Home / Business Focus
Thu, Jun 14, 2001 - Page 19 News List

US Fed's vice chairman quietly making his mark on the inside

BLOOMBERG , WASHINGTON

He also helped design more neutral, standardized language that enables the Fed to offer its view of the "balance of risks" to the economy without it being seen as a commitment to future action.

"I can tell you from hard experience that this was not an easy thing to do," Blinder said. "It's a good policy and it was done with very little rancor and pretty near unanimity."

Under Ferguson, the Fed has reduced three management support divisions into one, and introduced more specific budget and staff development objectives for managers. And he won Congressional support to buy a third Fed building in Washington, saving money spent leasing office space.

"It's a big bureaucracy and a bureaucracy in the process of change," said Alice Rivlin, Ferguson's predecessor at the Fed.

"Roger brought a good management sense and there's been some reorganization and rejuvenation."

Ferguson has also taken the lead on less-glamorous aspects of the Fed's work: bank regulation, electronic commerce, the payments system, and the politically hazardous arenas of bank consolidation and cross-continental mergers.

He "has provided real leadership on financial services and real wisdom on monetary policy," said former US Treasury Secretary Lawrence Summers, a former Harvard classmate of Ferguson. "He has probably been as influential and successful as any vice chairman in history."

Ferguson graduated from Harvard University in 1973, later earning a law degree and a PhD in economics from the same school.

His interest in the Fed started as a teenager in the 1960s, when the first African-American Fed governor, Andrew Brimmer, was nominated to the board.

"I implicitly recognize what the civil rights leaders of the 1960s recognized, which is that many issues that appear to be race-related are in fact socio-economic in character and origin," Ferguson told the Coalition of Black Investors last year.

Some want Ferguson to use his position to do more to address those issues. The National Bankers Association, a Washington-based trade group representing minority-owned banks, wants the Fed vice chairman to better understand the problems facing US minority-owned banks.

"We would welcome the opportunity to provide him with more information about our segment of the banking industry and if it moved him to be an advocate, so be it," said James Young, the group's chairman and chief executive of Atlanta-based Citizens Bancshares Corp, one of the oldest black-owned banks in the US.

"I don't think necessarily that he wants to be regarded as the black member of the Federal Reserve."

This story has been viewed 2352 times.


== Task statement ==
Though the entries contain pictures, the copy you make should hold only the rest, exactly as written.

== Supplied records ==
··········
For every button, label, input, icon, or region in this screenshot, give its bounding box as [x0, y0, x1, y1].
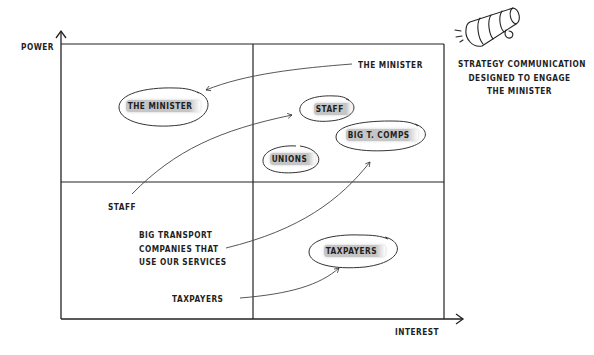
- x-axis: [61, 314, 463, 324]
- arrow-minister: [206, 64, 352, 90]
- annotation-taxpayers: TAXPAYERS: [172, 293, 223, 305]
- callout-line: STRATEGY COMMUNICATION: [458, 58, 581, 72]
- stakeholder-big-t-comps: BIG T. COMPS: [346, 130, 418, 140]
- stakeholder-staff: STAFF: [314, 104, 352, 114]
- y-axis: [56, 31, 66, 319]
- arrow-taxpayers: [240, 268, 339, 298]
- annotation-line: COMPANIES THAT: [139, 243, 227, 257]
- stakeholder-minister: THE MINISTER: [126, 101, 201, 111]
- stakeholder-label: BIG T. COMPS: [346, 129, 418, 141]
- stakeholder-label: TAXPAYERS: [324, 245, 385, 257]
- annotation-line: USE OUR SERVICES: [139, 256, 227, 270]
- annotation-big-transport: BIG TRANSPORT COMPANIES THAT USE OUR SER…: [139, 229, 227, 270]
- callout-line: DESIGNED TO ENGAGE: [458, 72, 581, 86]
- stakeholder-matrix-drawing: [0, 0, 594, 355]
- y-axis-label: POWER: [21, 41, 54, 53]
- stakeholder-taxpayers: TAXPAYERS: [324, 246, 385, 256]
- strategy-callout: STRATEGY COMMUNICATION DESIGNED TO ENGAG…: [458, 58, 581, 99]
- megaphone-icon: [455, 8, 519, 46]
- annotation-minister: THE MINISTER: [358, 59, 423, 71]
- x-axis-label: INTEREST: [395, 326, 439, 338]
- annotation-line: BIG TRANSPORT: [139, 229, 227, 243]
- stakeholder-label: THE MINISTER: [126, 100, 201, 112]
- stakeholder-label: UNIONS: [270, 153, 315, 165]
- annotation-staff: STAFF: [108, 201, 136, 213]
- stakeholder-label: STAFF: [314, 103, 352, 115]
- quadrant-grid: [61, 44, 444, 319]
- stakeholder-unions: UNIONS: [270, 154, 315, 164]
- callout-line: THE MINISTER: [458, 85, 581, 99]
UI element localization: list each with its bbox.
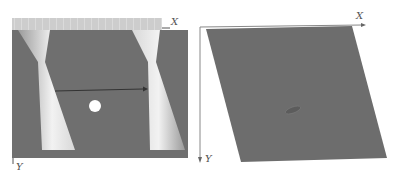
figure-canvas: [0, 0, 396, 182]
left-x-axis-label: X: [171, 17, 178, 27]
circular-inclusion: [89, 100, 101, 112]
right-y-axis-label: Y: [205, 154, 212, 164]
left-panel: [12, 18, 188, 164]
top-hatched-strip: [12, 18, 162, 30]
right-panel: [198, 23, 387, 163]
sheared-domain: [206, 26, 387, 162]
left-y-axis-label: Y: [16, 162, 23, 172]
y-axis-arrow-icon: [198, 157, 202, 163]
x-axis-arrow-icon: [361, 23, 366, 27]
right-x-axis-label: X: [356, 11, 363, 21]
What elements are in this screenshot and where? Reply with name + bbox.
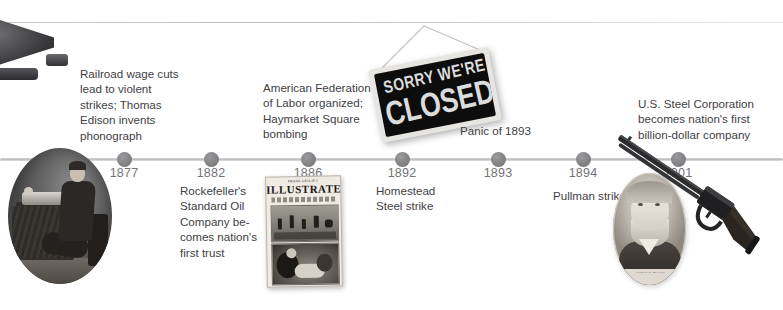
timeline-node-1893[interactable] [491, 152, 506, 167]
newspaper-engraving-bottom [271, 242, 340, 285]
frank-leslies-illustrated-cover: FRANK LESLIE'S ILLUSTRATED [265, 175, 343, 287]
newspaper-masthead: ILLUSTRATED [266, 182, 340, 195]
event-caption-1882: Rockefeller's Standard Oil Company be- c… [180, 183, 270, 260]
horn-neck [46, 54, 68, 66]
sorry-were-closed-sign: SORRY WE'RE CLOSED [368, 24, 514, 134]
photo-figure-hair [69, 161, 86, 170]
timeline-node-1892[interactable] [395, 152, 410, 167]
newspaper-subheadline-lines [271, 196, 335, 202]
year-label-1877: 1877 [110, 166, 139, 180]
timeline-node-1886[interactable] [301, 152, 316, 167]
year-label-1882: 1882 [197, 166, 226, 180]
top-divider-rule [0, 22, 783, 23]
event-caption-1886: American Federation of Labor organized; … [263, 80, 387, 142]
timeline-canvas: SORRY WE'RE CLOSED 1877 1882 1886 1892 1… [0, 0, 783, 310]
winchester-rifle-photo [596, 96, 782, 282]
year-label-1893: 1893 [484, 166, 513, 180]
newspaper-engraving-top [271, 204, 340, 242]
year-label-1894: 1894 [569, 166, 598, 180]
event-caption-1877: Railroad wage cuts lead to violent strik… [80, 66, 192, 143]
photo-figure-body [58, 181, 96, 241]
timeline-node-1877[interactable] [117, 152, 132, 167]
event-caption-1892: Homestead Steel strike [376, 183, 466, 214]
edison-phonograph-photo [8, 148, 112, 284]
year-label-1892: 1892 [388, 166, 417, 180]
event-caption-1893: Panic of 1893 [460, 123, 550, 138]
horn-base [0, 68, 38, 80]
timeline-node-1894[interactable] [576, 152, 591, 167]
photo-phonograph-knob [24, 187, 33, 195]
timeline-node-1882[interactable] [204, 152, 219, 167]
phonograph-horn-photo [0, 10, 68, 84]
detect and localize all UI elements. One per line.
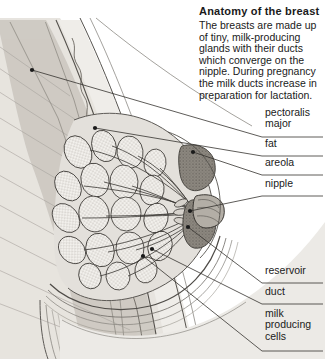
label-pectoralis-major: pectoralis major xyxy=(265,107,310,130)
label-duct: duct xyxy=(265,286,285,297)
label-milk-producing-cells: milk producing cells xyxy=(265,308,311,342)
breast-anatomy-figure: Anatomy of the breast The breasts are ma… xyxy=(0,0,325,359)
figure-intro-paragraph: The breasts are made up of tiny, milk-pr… xyxy=(199,20,323,101)
label-nipple: nipple xyxy=(265,178,293,189)
figure-title: Anatomy of the breast xyxy=(199,5,319,17)
label-fat: fat xyxy=(265,138,277,149)
label-areola: areola xyxy=(265,157,294,168)
label-reservoir: reservoir xyxy=(265,265,306,276)
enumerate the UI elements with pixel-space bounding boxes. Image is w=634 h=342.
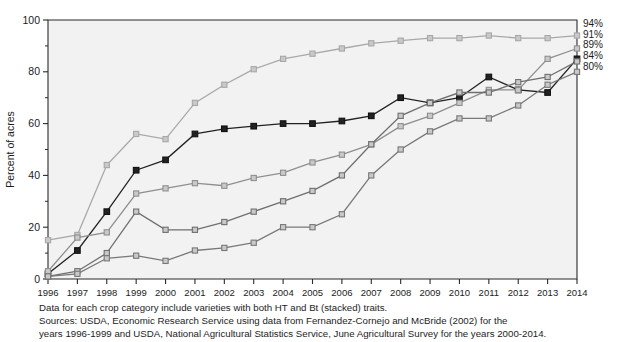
··········
== Answer area ==
For every button, label, input, icon, or region in this screenshot, give its bounding box as [x0, y0, x1, y1].
- x-axis: [61, 314, 463, 324]
- arrow-minister: [206, 64, 352, 90]
- annotation-taxpayers: TAXPAYERS: [172, 293, 223, 305]
- callout-line: STRATEGY COMMUNICATION: [458, 58, 581, 72]
- stakeholder-big-t-comps: BIG T. COMPS: [346, 130, 418, 140]
- stakeholder-staff: STAFF: [314, 104, 352, 114]
- y-axis: [56, 31, 66, 319]
- arrow-taxpayers: [240, 268, 339, 298]
- annotation-line: COMPANIES THAT: [139, 243, 227, 257]
- stakeholder-minister: THE MINISTER: [126, 101, 201, 111]
- stakeholder-label: BIG T. COMPS: [346, 129, 418, 141]
- stakeholder-label: TAXPAYERS: [324, 245, 385, 257]
- annotation-line: USE OUR SERVICES: [139, 256, 227, 270]
- annotation-big-transport: BIG TRANSPORT COMPANIES THAT USE OUR SER…: [139, 229, 227, 270]
- callout-line: DESIGNED TO ENGAGE: [458, 72, 581, 86]
- stakeholder-matrix-drawing: [0, 0, 594, 355]
- y-axis-label: POWER: [21, 41, 54, 53]
- stakeholder-taxpayers: TAXPAYERS: [324, 246, 385, 256]
- strategy-callout: STRATEGY COMMUNICATION DESIGNED TO ENGAG…: [458, 58, 581, 99]
- megaphone-icon: [455, 8, 519, 46]
- annotation-minister: THE MINISTER: [358, 59, 423, 71]
- x-axis-label: INTEREST: [395, 326, 439, 338]
- annotation-line: BIG TRANSPORT: [139, 229, 227, 243]
- stakeholder-label: THE MINISTER: [126, 100, 201, 112]
- stakeholder-label: UNIONS: [270, 153, 315, 165]
- annotation-staff: STAFF: [108, 201, 136, 213]
- stakeholder-label: STAFF: [314, 103, 352, 115]
- quadrant-grid: [61, 44, 444, 319]
- stakeholder-unions: UNIONS: [270, 154, 315, 164]
- callout-line: THE MINISTER: [458, 85, 581, 99]
UI element localization: list each with its bbox.
figure-canvas: [0, 0, 396, 182]
left-x-axis-label: X: [171, 17, 178, 27]
circular-inclusion: [89, 100, 101, 112]
right-y-axis-label: Y: [205, 154, 212, 164]
left-panel: [12, 18, 188, 164]
top-hatched-strip: [12, 18, 162, 30]
right-panel: [198, 23, 387, 163]
sheared-domain: [206, 26, 387, 162]
left-y-axis-label: Y: [16, 162, 23, 172]
y-axis-arrow-icon: [198, 157, 202, 163]
x-axis-arrow-icon: [361, 23, 366, 27]
right-x-axis-label: X: [356, 11, 363, 21]
What elements are in this screenshot and where? Reply with name + bbox.
timeline-node-1893[interactable] [491, 152, 506, 167]
newspaper-engraving-bottom [271, 242, 340, 285]
frank-leslies-illustrated-cover: FRANK LESLIE'S ILLUSTRATED [265, 175, 343, 287]
newspaper-masthead: ILLUSTRATED [266, 182, 340, 195]
event-caption-1882: Rockefeller's Standard Oil Company be- c… [180, 183, 270, 260]
horn-neck [46, 54, 68, 66]
sorry-were-closed-sign: SORRY WE'RE CLOSED [368, 24, 514, 134]
photo-figure-hair [69, 161, 86, 170]
timeline-node-1892[interactable] [395, 152, 410, 167]
newspaper-subheadline-lines [271, 196, 335, 202]
year-label-1877: 1877 [110, 166, 139, 180]
timeline-node-1886[interactable] [301, 152, 316, 167]
year-label-1882: 1882 [197, 166, 226, 180]
top-divider-rule [0, 22, 783, 23]
event-caption-1886: American Federation of Labor organized; … [263, 80, 387, 142]
timeline-canvas: SORRY WE'RE CLOSED 1877 1882 1886 1892 1… [0, 0, 783, 310]
winchester-rifle-photo [596, 96, 782, 282]
year-label-1893: 1893 [484, 166, 513, 180]
newspaper-engraving-top [271, 204, 340, 242]
year-label-1894: 1894 [569, 166, 598, 180]
event-caption-1877: Railroad wage cuts lead to violent strik… [80, 66, 192, 143]
photo-figure-body [58, 181, 96, 241]
timeline-node-1877[interactable] [117, 152, 132, 167]
event-caption-1892: Homestead Steel strike [376, 183, 466, 214]
edison-phonograph-photo [8, 148, 112, 284]
year-label-1892: 1892 [388, 166, 417, 180]
event-caption-1893: Panic of 1893 [460, 123, 550, 138]
horn-base [0, 68, 38, 80]
timeline-node-1894[interactable] [576, 152, 591, 167]
photo-phonograph-knob [24, 187, 33, 195]
timeline-node-1882[interactable] [204, 152, 219, 167]
phonograph-horn-photo [0, 10, 68, 84]
detect and localize all UI elements. One per line.
label-pectoralis-major: pectoralis major xyxy=(265,107,310,130)
label-duct: duct xyxy=(265,286,285,297)
label-milk-producing-cells: milk producing cells xyxy=(265,308,311,342)
breast-anatomy-figure: Anatomy of the breast The breasts are ma… xyxy=(0,0,325,359)
figure-intro-paragraph: The breasts are made up of tiny, milk-pr… xyxy=(199,20,323,101)
label-nipple: nipple xyxy=(265,178,293,189)
figure-title: Anatomy of the breast xyxy=(199,5,319,17)
label-fat: fat xyxy=(265,138,277,149)
label-areola: areola xyxy=(265,157,294,168)
label-reservoir: reservoir xyxy=(265,265,306,276)
enumerate the UI elements with pixel-space bounding boxes. Image is w=634 h=342.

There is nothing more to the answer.